WeepingElf wrote: Mon Oct 08, 2018 8:43 am
dewrad wrote: Mon Oct 08, 2018 7:45 am For what it's worth, there's an interesting paper on the supposed "substratum" of Sumerian by Gonzalo Rubio. (It's worth reading solely for the last sentence of footnote 1- ouch).
How does one demonstrate an unknown substratum in an isolate?!? The alleged substratum loanwords in units like Celtic and Germanic are suspected to be that because they lack cognates in other branches of Indo-European, and often contain phonemes that were either rare or absent in PIE (i.e., *a and *b). And even that is doubtful and controversial. With a language isolate such as Sumerian, which has no known cognates anywhere, how can someone say that a given word "can't be native"? The only case where we can say that the words are not native is when they can be shown to be loanwords from a known other language (e.g., the many Latin loanwords in Basque), but this does not seem to be the case here.
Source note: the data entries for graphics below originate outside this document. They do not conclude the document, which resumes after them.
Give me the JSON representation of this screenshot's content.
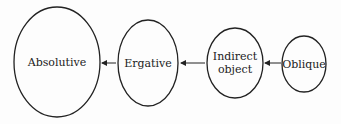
{
  "diagram": {
    "type": "hierarchy",
    "nodes": [
      {
        "id": "absolutive",
        "label": "Absolutive",
        "lines": [
          "Absolutive"
        ]
      },
      {
        "id": "ergative",
        "label": "Ergative",
        "lines": [
          "Ergative"
        ]
      },
      {
        "id": "indirect-object",
        "label": "Indirect object",
        "lines": [
          "Indirect",
          "object"
        ]
      },
      {
        "id": "oblique",
        "label": "Oblique",
        "lines": [
          "Oblique"
        ]
      }
    ],
    "edges": [
      {
        "from": "ergative",
        "to": "absolutive"
      },
      {
        "from": "indirect-object",
        "to": "ergative"
      },
      {
        "from": "oblique",
        "to": "indirect-object"
      }
    ],
    "colors": {
      "stroke": "#222222",
      "background": "#fdfdfd"
    }
  }
}
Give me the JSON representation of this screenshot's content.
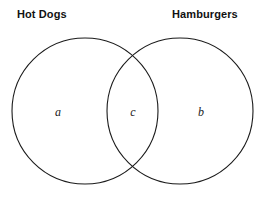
{
  "diagram": {
    "type": "venn-diagram",
    "sets": [
      {
        "id": "left",
        "label": "Hot Dogs",
        "region_letter": "a",
        "circle": {
          "cx": 85,
          "cy": 111,
          "r": 73
        }
      },
      {
        "id": "right",
        "label": "Hamburgers",
        "region_letter": "b",
        "circle": {
          "cx": 180,
          "cy": 111,
          "r": 73
        }
      }
    ],
    "intersection": {
      "id": "both",
      "region_letter": "c"
    },
    "colors": {
      "background": "#ffffff",
      "stroke": "#1b1b1b",
      "label_text": "#111111",
      "letter_text": "#1b1b1b"
    }
  }
}
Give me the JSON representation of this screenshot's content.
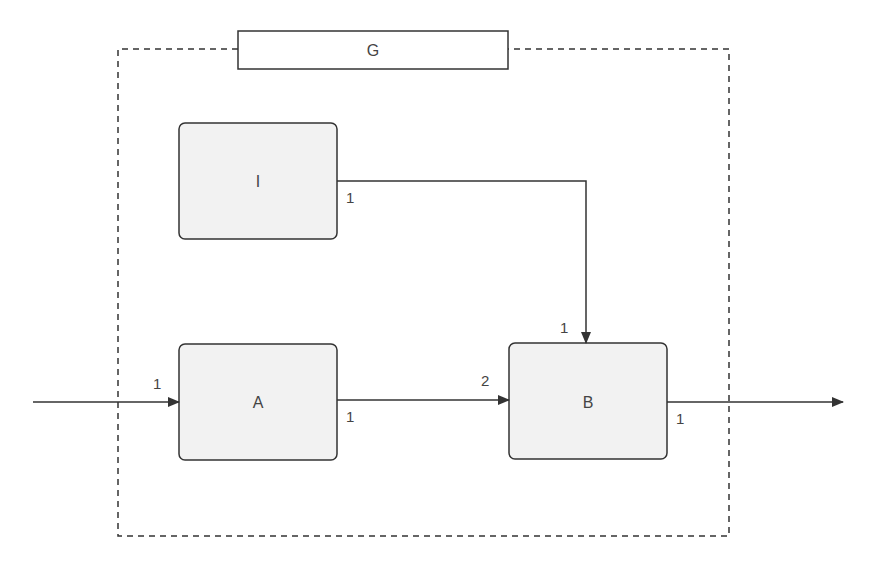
{
  "diagram": {
    "group": {
      "label": "G"
    },
    "blocks": [
      {
        "id": "I",
        "label": "I"
      },
      {
        "id": "A",
        "label": "A"
      },
      {
        "id": "B",
        "label": "B"
      }
    ],
    "ports": {
      "input_A": "1",
      "output_I": "1",
      "output_A": "1",
      "input_B_1": "1",
      "input_B_2": "2",
      "output_B": "1"
    },
    "colors": {
      "block_fill": "#f2f2f2",
      "stroke": "#333333",
      "text": "#444444"
    }
  }
}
I'm not an expert on Sumerian, but I was under the impression it was pretty widely accepted that certain Sumerian words, including quite a few city names and words pertaining to urban professions, were not Sumerian, in the former case because they lack any known Sumerian etymology and in the latter case because of atypical syllable shapes. (For the former I believe Kramer puts forward the idea; for the latter, I'll have to look up my citation but I recall reading it.)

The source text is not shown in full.